How the ingrained behaviours of family may clash with neurotype to provoke a chronic response in the body

How much do epigenetic components, mere accidents of circumstance, parenting styles, and other peoples expectations feed into chronic states of health, not least when you are autistic and have been entrained, all your life, to adhere to behaviours that fail to meet the preferences, abilities or sensitivities of your neurotype? Is chronic illness a form of demand avoidance that takes shape in the autistic body when it refuses to continue being ignored as before?

“Let me share an example from my life” (neurodivergence in the context of relating)

Nurodivergents and neurotypicals are sometimes poles apart in their communication styles but imagine if we could just try to meet on some common ground whilst accepting those differences (that last part is key…nobody should be required to change themselves). Isn’t this exactly where the best hopes of humanity lie, as in, meeting across the so-called impossible divide?

Finally found my specialism (right under my nose)

Women who discover they have Asperger’s in their mid-life, having wandered around feeling as mystified as I have about their “different” traits all their lives, are burgeoning with the desire to take ownership of their newly labelled state; to explore themselves through new eyes and see where this uniqueness is leading. They don’t feel more broken as a result of this diagnosis; rather they feel more whole as the pieces fall together. Its like living life in reverse!

Daring to be different

It takes a particular kind of courage and determination to be a pioneer of a whole other way of thinking that is helping to form the cracks of light into a the transformed reality that this world so badly needs. In all cases across history, it is the contrary thinking, the new and the challenging that springs the leak on a world that feels "stuck" in its ways. Face it, you've done some of your profoundest inner-work in that time alone feeling so marginalised and perhaps its time to share those gifts around to others like you who would welcome the helping hand. All those years spent like a fish swimming tirelessly upstream will be rewarded in full by the magnificently liberated perspective you get to enjoy in the middle of your life rather than at its very end (in place of the sudden "crack" in the ice that is the classic mid-life crisis), as I am now discovering for myself. And forging new territory is always going to mean you are the one breaking news, peddling viewpoints that are foreign, saying things that no one is used to hearing, provoking those uncomfortable thoughts, suggesting the unsuggestible, seeming all a bit too eccentric for a lot of people's taste. Probably, you feel like it is taking every ounce of your stamina to keep giving like you do and yet no one seems to want to accept the precious gifts that you bring to this world since, being so new as to lack definition, most people often don't (yet...) know what to make of them. You might still feel (though you are pretty used to it by now) that you are the one that people roll their eyes at or sidle away from at the social gatherings; even before you've said a word since people can sense your dissenter energy as soon as you enter a room. So you have a choice; you conform (or you try to, probably making a complete hash of it) and you make yourself ill with the untruth of how you are delivering yourself to the world, or you own it and value the "you" that has this amount of courage, stamina and self-worth. You thank yourself in advance for being part of the movement towards what the world needs more of in order to question the status quo and evolve. You find your tribe (doesn't matter if they are down the street or across the other side of the planet) and you forge deep and mutually transformative friendships with those people, until you appreciate all that you are SO thoroughly, so deeply and without reservation that you wouldn't give yourself up for all the tea in china.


What you will do
Look in the material below for the line holding "For every button, label, input, icon, or". Set it down exactly, with each later line up to and including the line holding "I need the location".

[Input material Boundary: Start]

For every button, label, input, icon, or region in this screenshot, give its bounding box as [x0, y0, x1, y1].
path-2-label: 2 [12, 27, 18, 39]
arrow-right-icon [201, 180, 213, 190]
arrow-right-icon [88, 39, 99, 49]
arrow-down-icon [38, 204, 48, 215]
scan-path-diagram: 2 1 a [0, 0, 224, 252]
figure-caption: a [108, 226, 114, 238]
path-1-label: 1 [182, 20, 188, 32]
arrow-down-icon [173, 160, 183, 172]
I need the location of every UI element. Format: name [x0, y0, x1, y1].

[Input material Boundary: End]
[Input material Boundary: Start]

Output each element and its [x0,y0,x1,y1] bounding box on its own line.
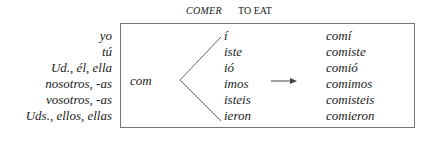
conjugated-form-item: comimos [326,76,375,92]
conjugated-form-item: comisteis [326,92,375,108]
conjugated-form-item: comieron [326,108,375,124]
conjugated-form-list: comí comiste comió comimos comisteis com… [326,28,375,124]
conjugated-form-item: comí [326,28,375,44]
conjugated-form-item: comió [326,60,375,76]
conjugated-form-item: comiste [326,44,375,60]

[Input material Boundary: End]

Exercise response
For every button, label, input, icon, or region in this screenshot, give its bounding box as [x0, y0, x1, y1].
path-2-label: 2 [12, 27, 18, 39]
arrow-right-icon [201, 180, 213, 190]
arrow-right-icon [88, 39, 99, 49]
arrow-down-icon [38, 204, 48, 215]
scan-path-diagram: 2 1 a [0, 0, 224, 252]
figure-caption: a [108, 226, 114, 238]
path-1-label: 1 [182, 20, 188, 32]
arrow-down-icon [173, 160, 183, 172]
I need the location of every UI element. Format: name [x0, y0, x1, y1].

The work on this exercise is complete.